Other cases are abundant. From interactive Japanese websites that actively demonstrate the animation skills of those they seek to promote to online gaming experiences with content designed to manipulate the public behaviour of users, interactive marketing is here to stay and for a very good reason: it allows the public and consumers to feel a valued and active part of the communications process and not just a passive, target audience to be preached at.


Monday, October 11, 2010

Brand DNA


The theory of evolution is arguably one of the most important ideas in human history to date. It's a beautiful, all-encompassing theory that is able to explain an exceptionally broad range of natural behaviours. It's such a successful idea that its principles are often applied beyond biology into the realms of economics, for example. So I began to think about whether these same principles could be applied to explain the evolution of a successful brand?

A successful gene is one that replicates through the generations and it doesn't take much to extend this idea to the world of brands in the context of, say, capitalism. For a brand to be successful, the messaging DNA that makes it unique needs to have adapted to its consumer environment so that it can replicate as much as possible. For a brand to survive and win, it must work successfully with its environment and, at the same time, beat off competition, especially from other rival brands competing for the same consumer resources.

If a brand is well-adapted, it will replicate its core messages through as many people as possible. However, just as successful genes 'aim' to be as efficient as possible, brands do not want to avoid wasting energy targeting the wrong consumers. In nature, a predator will often attack the nearest and most vulnerable prey because it is simply the easiest source of energy to convert. Similarly, successful brands employ targeting strategies, communicating with audiences that are more susceptible to engaging with them and repeating the core messages of their DNA. Because of this, brands have adapted different survival strategies for different purposes and do not always go down the 'big billboard advertising' route, but instead engage more targeted strategies such as PR, social media and the aptly named viral marketing.

Of course, as soon as a brand's messaging DNA is replicated, whether through a piece of composed communication or the subsequent buzz and word-of-mouth, it begins to mutate – much faster than what we see in nature. This 'Chinese whispers' effect that lowers copy-fidelity can be very concerning for a brand and its DNA because, once the message has passed through a considerable number of consumers, it could have mutated into an entirely different species altogether, losing the focus of the original message.

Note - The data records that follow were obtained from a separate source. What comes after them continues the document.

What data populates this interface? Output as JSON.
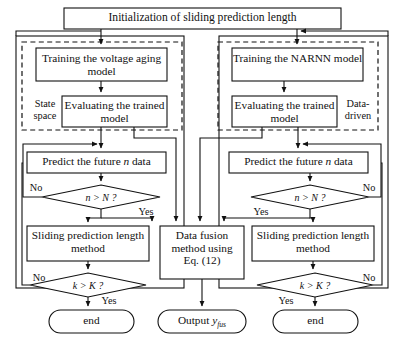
{
  "diagram": {
    "type": "flowchart",
    "title_box": {
      "label": "Initialization of sliding prediction length"
    },
    "groups": [
      {
        "id": "state-space",
        "label": "State space",
        "side": "left"
      },
      {
        "id": "data-driven",
        "label": "Data-driven",
        "side": "right"
      }
    ],
    "left_branch": {
      "train_box": "Training the voltage aging model",
      "evaluate_box": "Evaluating the trained model",
      "predict_box_pre": "Predict the future ",
      "predict_box_var": "n",
      "predict_box_post": " data",
      "decision_n": "n > N ?",
      "decision_n_no": "No",
      "decision_n_yes": "Yes",
      "sliding_box": "Sliding prediction length method",
      "decision_k": "k > K ?",
      "decision_k_no": "No",
      "decision_k_yes": "Yes",
      "terminal": "end"
    },
    "right_branch": {
      "train_box": "Training the NARNN model",
      "evaluate_box": "Evaluating the trained model",
      "predict_box_pre": "Predict the future ",
      "predict_box_var": "n",
      "predict_box_post": " data",
      "decision_n": "n > N ?",
      "decision_n_no": "No",
      "decision_n_yes": "Yes",
      "sliding_box": "Sliding prediction length method",
      "decision_k": "k > K ?",
      "decision_k_no": "No",
      "decision_k_yes": "Yes",
      "terminal": "end"
    },
    "center_branch": {
      "fusion_box_l1": "Data fusion",
      "fusion_box_l2": "method using",
      "fusion_box_l3": "Eq. (12)",
      "output_pre": "Output ",
      "output_var": "y",
      "output_sub": "fus"
    },
    "colors": {
      "stroke": "#111111",
      "text": "#111111",
      "background": "#ffffff",
      "dashed_stroke": "#222222"
    }
  }
}
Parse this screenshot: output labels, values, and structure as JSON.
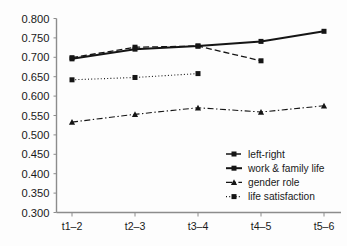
{
  "chart_data": {
    "type": "line",
    "title": "",
    "xlabel": "",
    "ylabel": "",
    "categories": [
      "t1–2",
      "t2–3",
      "t3–4",
      "t4–5",
      "t5–6"
    ],
    "ylim": [
      0.3,
      0.8
    ],
    "yticks": [
      "0.300",
      "0.350",
      "0.400",
      "0.450",
      "0.500",
      "0.550",
      "0.600",
      "0.650",
      "0.700",
      "0.750",
      "0.800"
    ],
    "ytick_values": [
      0.3,
      0.35,
      0.4,
      0.45,
      0.5,
      0.55,
      0.6,
      0.65,
      0.7,
      0.75,
      0.8
    ],
    "grid": false,
    "legend_position": "center-right",
    "series": [
      {
        "name": "left-right",
        "values": [
          0.699,
          0.726,
          0.729,
          0.691,
          null
        ],
        "line_style": "dashed",
        "marker": "square",
        "color": "#151515"
      },
      {
        "name": "work & family life",
        "values": [
          0.696,
          0.721,
          0.729,
          0.741,
          0.767
        ],
        "line_style": "solid",
        "marker": "square",
        "color": "#151515"
      },
      {
        "name": "gender role",
        "values": [
          0.533,
          0.553,
          0.57,
          0.559,
          0.575
        ],
        "line_style": "dashdot",
        "marker": "triangle",
        "color": "#151515"
      },
      {
        "name": "life satisfaction",
        "values": [
          0.642,
          0.648,
          0.658,
          null,
          null
        ],
        "line_style": "dotted",
        "marker": "square",
        "color": "#151515"
      }
    ]
  },
  "legend": {
    "entries": [
      {
        "label": "left-right"
      },
      {
        "label": "work & family life"
      },
      {
        "label": "gender role"
      },
      {
        "label": "life satisfaction"
      }
    ]
  },
  "colors": {
    "background": "#fdfdfd",
    "axis": "#8c8c8c",
    "ink": "#151515",
    "text": "#1a1a1a"
  }
}
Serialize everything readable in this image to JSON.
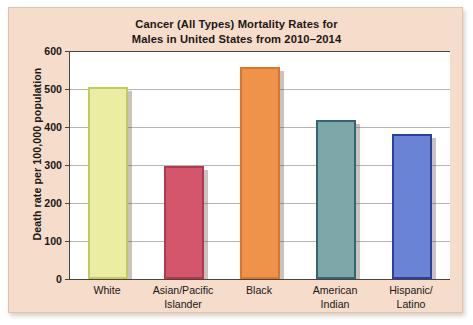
{
  "chart_data": {
    "type": "bar",
    "title_lines": [
      "Cancer (All Types) Mortality Rates for",
      "Males in United States from 2010–2014"
    ],
    "xlabel": "",
    "ylabel": "Death rate per 100,000 population",
    "ylim": [
      0,
      600
    ],
    "ytick_labels": [
      "600",
      "500",
      "400",
      "300",
      "200",
      "100",
      "0"
    ],
    "ytick_values": [
      600,
      500,
      400,
      300,
      200,
      100,
      0
    ],
    "grid": true,
    "legend": "none",
    "categories": [
      "White",
      "Asian/Pacific Islander",
      "Black",
      "American Indian",
      "Hispanic/Latino"
    ],
    "category_label_lines": [
      [
        "White"
      ],
      [
        "Asian/Pacific",
        "Islander"
      ],
      [
        "Black"
      ],
      [
        "American",
        "Indian"
      ],
      [
        "Hispanic/",
        "Latino"
      ]
    ],
    "values": [
      505,
      297,
      558,
      419,
      381
    ],
    "bar_colors": [
      "#eaeea3",
      "#d4566c",
      "#f0934a",
      "#7da7a9",
      "#6a83d4"
    ],
    "bar_edge_colors": [
      "#c3c95c",
      "#b0394f",
      "#d9762c",
      "#316672",
      "#2b3f9e"
    ]
  },
  "figure": {
    "background_color": "#ffffff",
    "panel_color": "#f6dccb",
    "plot_background_color": "#ffffff",
    "axis_color": "#4a4340",
    "gridline_color": "#b9b5b2",
    "text_color": "#201714"
  }
}
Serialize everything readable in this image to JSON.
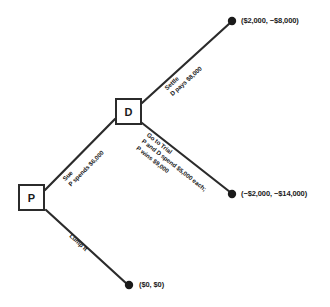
{
  "figure": {
    "type": "decision-tree",
    "top_caption": "",
    "nodes": [
      {
        "id": "P",
        "label": "P",
        "kind": "decision-square",
        "x": 18,
        "y": 184,
        "w": 27,
        "h": 27
      },
      {
        "id": "D",
        "label": "D",
        "kind": "decision-square",
        "x": 115,
        "y": 98,
        "w": 27,
        "h": 27
      }
    ],
    "terminals": [
      {
        "id": "t-settle",
        "payoff": "($2,000, −$8,000)",
        "x": 232,
        "y": 21
      },
      {
        "id": "t-trial",
        "payoff": "(−$2,000, −$14,000)",
        "x": 232,
        "y": 194
      },
      {
        "id": "t-lump",
        "payoff": "($0, $0)",
        "x": 129,
        "y": 285
      }
    ],
    "edges": [
      {
        "id": "edge-sue",
        "from": "P",
        "to": "D",
        "line1": "Sue",
        "line2": "P spends $6,000",
        "x1": 45,
        "y1": 190,
        "x2": 115,
        "y2": 119
      },
      {
        "id": "edge-settle",
        "from": "D",
        "to": "t-settle",
        "line1": "Settle",
        "line2": "D pays $8,000",
        "x1": 142,
        "y1": 103,
        "x2": 230,
        "y2": 23
      },
      {
        "id": "edge-trial",
        "from": "D",
        "to": "t-trial",
        "line1": "Go to Trial",
        "line2": "P and D spend $5,000 each;",
        "line3": "P wins $9,000",
        "x1": 142,
        "y1": 123,
        "x2": 230,
        "y2": 192
      },
      {
        "id": "edge-lump",
        "from": "P",
        "to": "t-lump",
        "line1": "Lump It",
        "line2": "",
        "x1": 46,
        "y1": 210,
        "x2": 127,
        "y2": 284
      }
    ],
    "colors": {
      "line": "#2b2b2b",
      "text": "#1a1a1a",
      "background": "#ffffff"
    }
  }
}
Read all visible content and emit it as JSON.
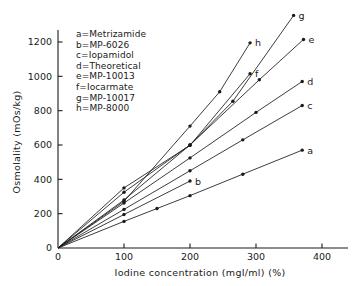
{
  "chart_data": {
    "type": "line",
    "title": "",
    "xlabel": "Iodine concentration (mgI/ml) (%)",
    "ylabel": "Osmolality (mOs/kg)",
    "xlim": [
      0,
      420
    ],
    "ylim": [
      0,
      1400
    ],
    "xticks": [
      0,
      100,
      200,
      300,
      400
    ],
    "xtick_labels": [
      "0",
      "100",
      "200",
      "300",
      "400"
    ],
    "yticks": [
      0,
      200,
      400,
      600,
      800,
      1000,
      1200
    ],
    "ytick_labels": [
      "0",
      "200",
      "400",
      "600",
      "800",
      "1000",
      "1200"
    ],
    "grid": false,
    "legend_position": "upper-left-inside",
    "legend_entries": [
      "a=Metrizamide",
      "b=MP-6026",
      "c=Iopamidol",
      "d=Theoretical",
      "e=MP-10013",
      "f=Iocarmate",
      "g=MP-10017",
      "h=MP-8000"
    ],
    "series": [
      {
        "name": "a",
        "label": "a=Metrizamide",
        "end_label": "a",
        "x": [
          0,
          100,
          150,
          200,
          280,
          370
        ],
        "y": [
          0,
          155,
          230,
          305,
          430,
          570
        ]
      },
      {
        "name": "b",
        "label": "b=MP-6026",
        "end_label": "b",
        "x": [
          0,
          100,
          200
        ],
        "y": [
          0,
          195,
          390
        ]
      },
      {
        "name": "c",
        "label": "c=Iopamidol",
        "end_label": "c",
        "x": [
          0,
          100,
          200,
          280,
          370
        ],
        "y": [
          0,
          225,
          450,
          630,
          830
        ]
      },
      {
        "name": "d",
        "label": "d=Theoretical",
        "end_label": "d",
        "x": [
          0,
          100,
          200,
          300,
          370
        ],
        "y": [
          0,
          262,
          525,
          790,
          970
        ]
      },
      {
        "name": "e",
        "label": "e=MP-10013",
        "end_label": "e",
        "x": [
          0,
          100,
          200,
          305,
          372
        ],
        "y": [
          0,
          325,
          600,
          980,
          1215
        ]
      },
      {
        "name": "f",
        "label": "f=Iocarmate",
        "end_label": "f",
        "x": [
          0,
          100,
          200,
          291
        ],
        "y": [
          0,
          350,
          598,
          1015
        ]
      },
      {
        "name": "g",
        "label": "g=MP-10017",
        "end_label": "g",
        "x": [
          0,
          100,
          200,
          265,
          357
        ],
        "y": [
          0,
          280,
          600,
          855,
          1355
        ]
      },
      {
        "name": "h",
        "label": "h=MP-8000",
        "end_label": "h",
        "x": [
          0,
          100,
          200,
          245,
          291
        ],
        "y": [
          0,
          272,
          710,
          910,
          1195
        ]
      }
    ]
  }
}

To combat this, modern brands have continued to evolve and, with environmental changes such as social media, the most well-adapted are beginning to practice a kind of brand eugenics to control their messages further down the replication line. Rather than bring their brand into the world through a piece of communication and then leave it be, experts now influence messages on an ongoing basis, particularly through engaging online audiences and adjusting messages through reciprocal feedback. And of course, just as in nature, some brands will benefit from co-operating with other brands, for example in the case of event sponsorship. Of course, these are far from acts of altruism and even in these instances of mutual benefit, a well-adapted brand will always seek to maximise its own advantage.

Of course, successful marketing will spread where it is well received and, because of this, successful brands, like successful genes, will have longevity. The ability to spread and be passed on is more important than the length of an individual brand awareness campaign in itself – particular genes die within their bodily habitats but their copies continue to communicate on their behalf. So although some marketing campaigns will always achieve short-term success, brand species themselves continue to be sustained through long-term strategies.